Sometimes, you just have to follow the money. Such as this past weekend, when my inbox pinged with emails celebrating International Women’s Day. Social media was awash with images of women in agriculture, astride headers, mustering or standing in crops and generally exuding authority.
Certainly, it looks like we’ve made it in key rural industries. If I followed the money, surely that would show women well on the way to parity.
Well, no. Family farms continue to be the most common form of farm ownership but what about those multigenerational farms you always hear about? They are still mostly passed on to sons not daughters.
The last major survey on inheritance in Australia by Elaine Barclay in 2007 showed daughters were tapped as successors in only 10% of cases. “Ah, but things have changed!” I hear you cry. We have mentorship programs and rural women’s awards and women are showcased regularly in agriculture. A woman – Gina Rinehart – is one of Australia’s biggest landowners.
Still no. The bottom line is women often don’t hold the power. They keep the books (96% of farm bookkeepers are women) but they don’t hold the purse strings.
Social psychologist Dr Leonnie Blumson of the University of South Australia found that while we think of Australian women in agriculture as having more opportunities, they often don’t.
“In some countries, women are not allowed to own land,” Blumson says. “Women can own land in Australia, they just don’t.”
The daughter of a farming family herself, Blumson examined gender equality via inheritance by interviewing farming daughters about their family interactions and succession results in two South Australian regions.
She found that while gender equality was talked about with farming children until early adulthood, often by their mothers, it was not followed when the farm was passed to the next generation. “Succession eclipses equality” was one of her work’s nine themes.
Yet if the farm was sold, assets were often split more equally. Or as Blumson puts it, “no son, no succession plan”.
In other words, farm families have progressed to talk about equality but there is still marked inequality with succession options almost always provided to sons over daughters. These themes have only slightly progressed since Barclay’s findings nearly 20 years ago.
Although a farm is a workplace, family cultures are very closed shops. In her face-to-face interviews with daughters from 11 families in the Riverland and Yorke Peninsula, women showed family solidarity by justifying unequal succession outcomes with reasons such as farmer brothers having a “hard life” or the need to pass on the farm within the family.
Farm succession had been arranged in a little over half of those families and only one out of nine sons had been excluded from succession.
When Blumson surveyed a wider range of 80 women, providing anonymity for a second survey, many reported feeling a great sense of injustice or sadness due to family rejection over succession results. Yet women without brothers (18 of the 80 women) did not describe the same narratives about the need to pass the farm on, perhaps until a daughter met a male partner interested in farming.

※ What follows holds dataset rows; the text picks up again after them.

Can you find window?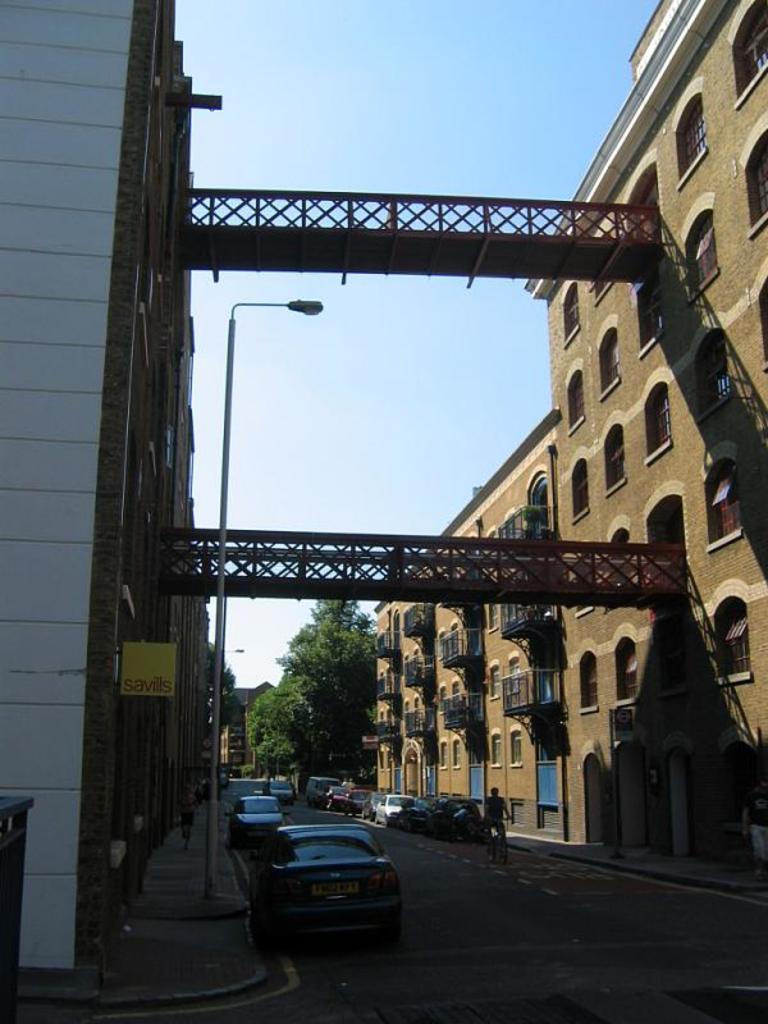
Yes, bounding box: [607,511,631,536].
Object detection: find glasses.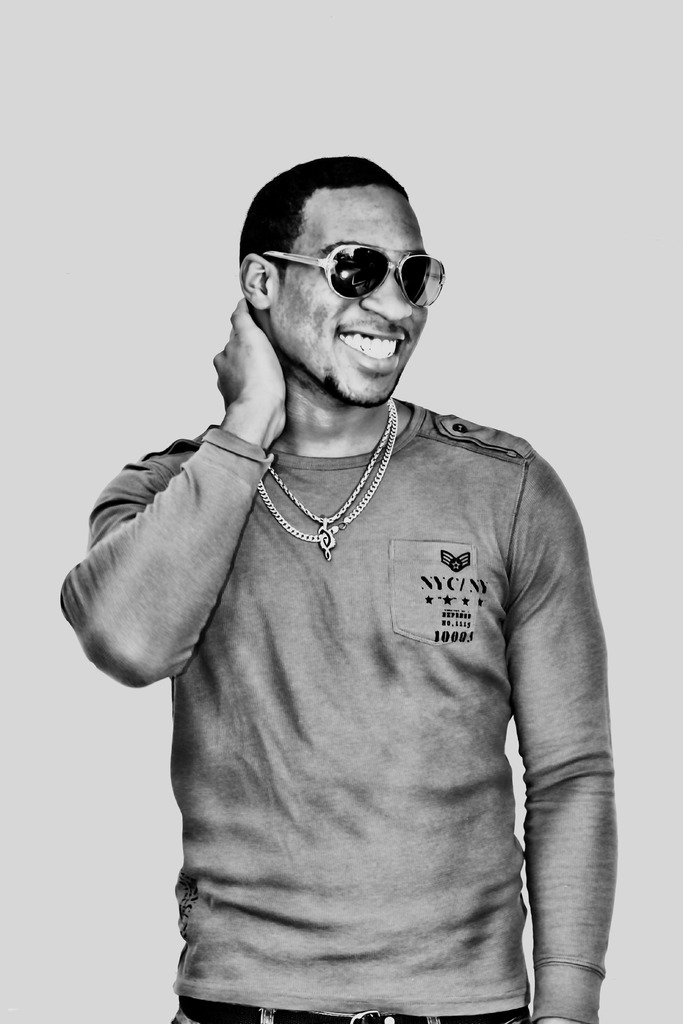
{"x1": 249, "y1": 231, "x2": 446, "y2": 307}.
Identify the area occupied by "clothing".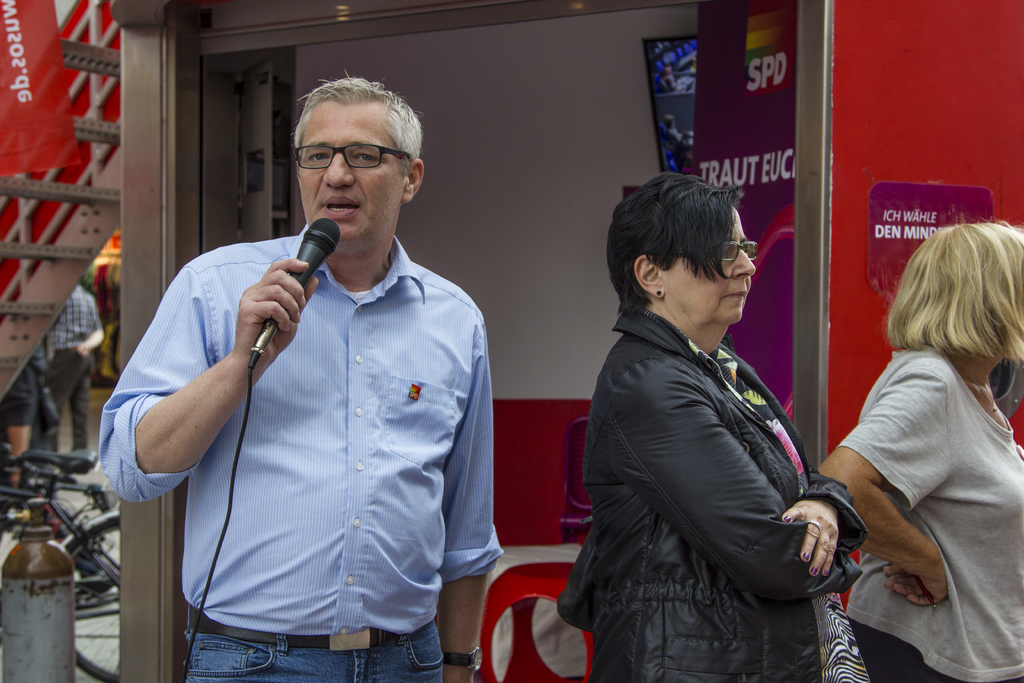
Area: rect(845, 341, 1023, 682).
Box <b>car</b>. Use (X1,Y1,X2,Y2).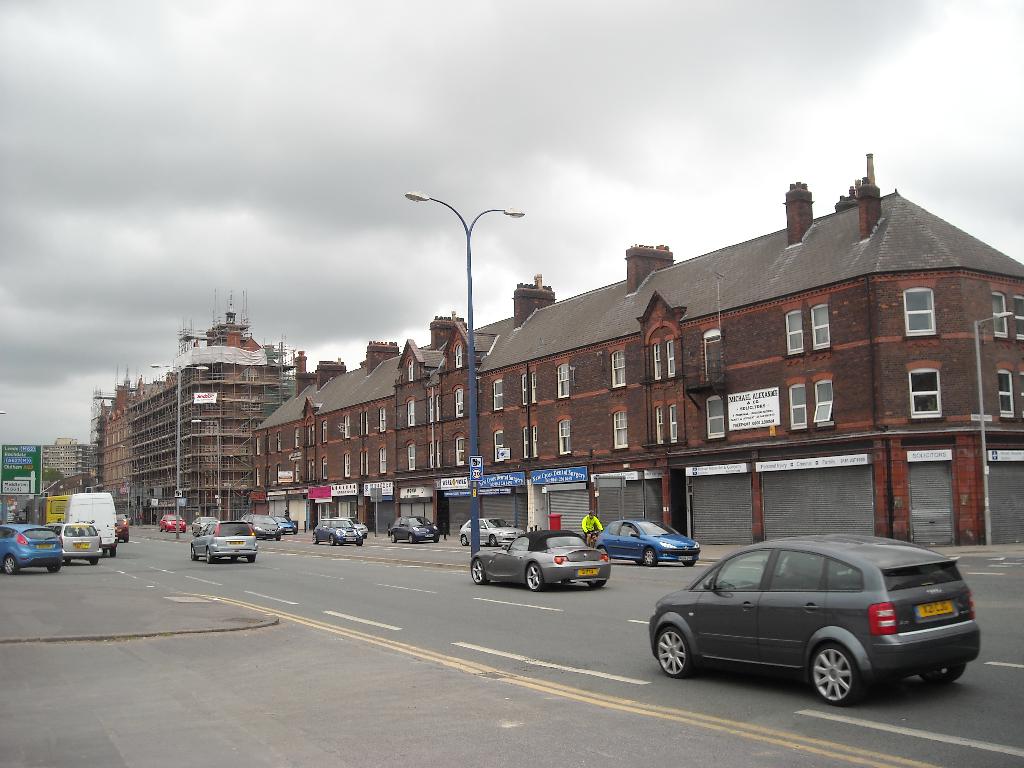
(332,516,369,538).
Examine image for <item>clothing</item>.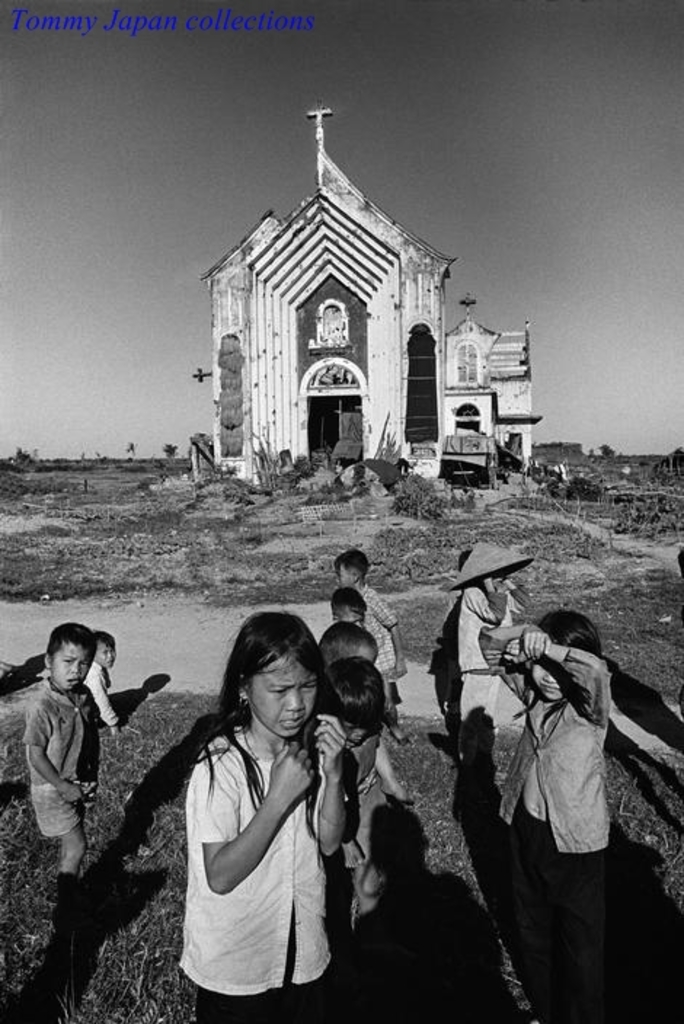
Examination result: {"left": 20, "top": 688, "right": 98, "bottom": 847}.
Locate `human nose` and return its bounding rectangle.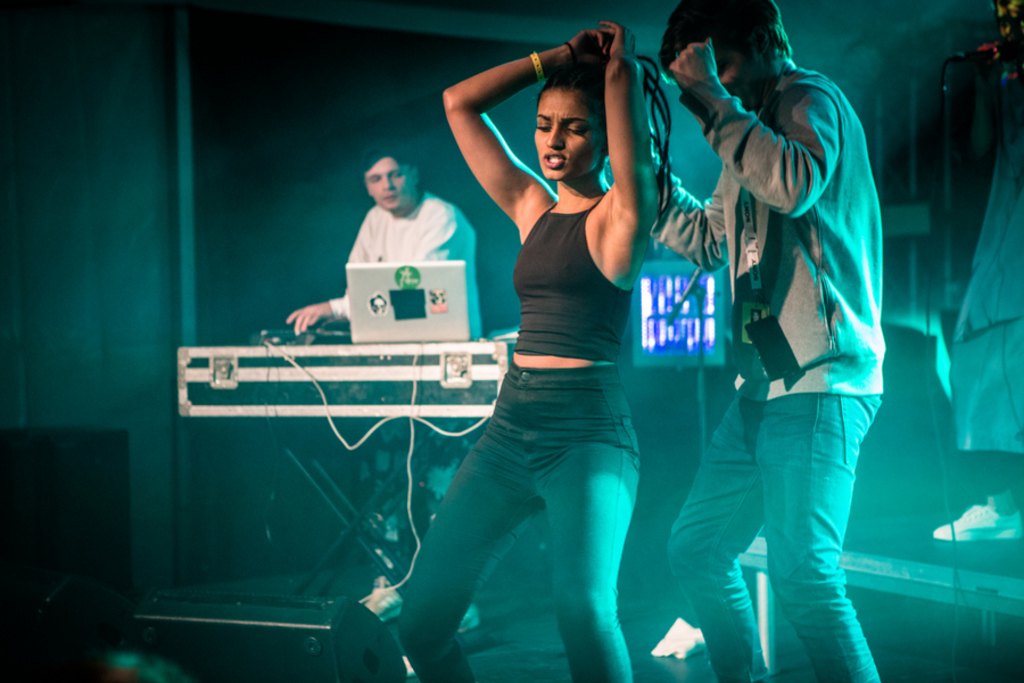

It is true that not all siblings want to farm. But when the inheritance split is not fair, the succeeding sibling not only gets land but access to business tax concessions on expenses and wealth building assets earlier in adulthood as well as emotional support from parents. Money begets money. Money also begets power and authority.
Maybe you think this is a small sample. But a number of mostly female academics have studied succession over the years. The University of New England’s Alison Sheridan and Lucie Newsome have long studied gender and farm succession. Their latest work in 2023 found a “lag” between “embracing women’s roles in the public sphere and equal access to opportunities and the private practice of farm succession”.
Now Sheridan, Newsome and Andrew Lawson, among others, are trying to rerun a farm transfer survey to update knowledge since Barclay’s 2007 work and capture more contemporary data.
In the meantime, women who want to stay involved in farming are increasingly moving into the agricultural services sector. You may think farm daughters are overcoming their family cultures in some cases to rise up the ranks of corporate firms with a keener eye for gender equity.
Not so much.
Recent gender gap reporting on 5,000 large businesses with more than 100 employees shows women in “big ag” (including forestry and fishing) are paid on average 17% less than their male counterparts – which is admittedly a smaller gap than can be found in many industries. Only 13% of their chairs are women and only 21% of board members are women. Just 21% of those companies have a formal strategy to support gender equality in their governing bodies and even fewer (9%) have a target to increase women’s representation at those decision-making tables.
For all that, women contribute so much to rural industry. It is just unrecognised or unpaid. The latest Snapshot of Australian Agricultural Workforce (2021) shows men dominate census workforce figures but women make a significant, often unrecognised and unpaid contribution to farm businesses, particularly as the climate becomes more volatile and labour gets more expensive. Women always have done, yet until 1994, they could not even list their occupation as a farmer.
Women contribute a third of all farm income and a whopping 84% of off-farm income, which is a handy way of smoothing out the economic bumps of farming. More than two-thirds (71%) of women in farming families were doing more than five hours of unpaid domestic work in the week prior to the census and a third (30%) were also doing unpaid voluntary community work.
So by all means, highlight the pretty pictures of women in agriculture and rural communities. But while you’re at it, how about giving them a pay rise, a seat on the board and a cut in the business?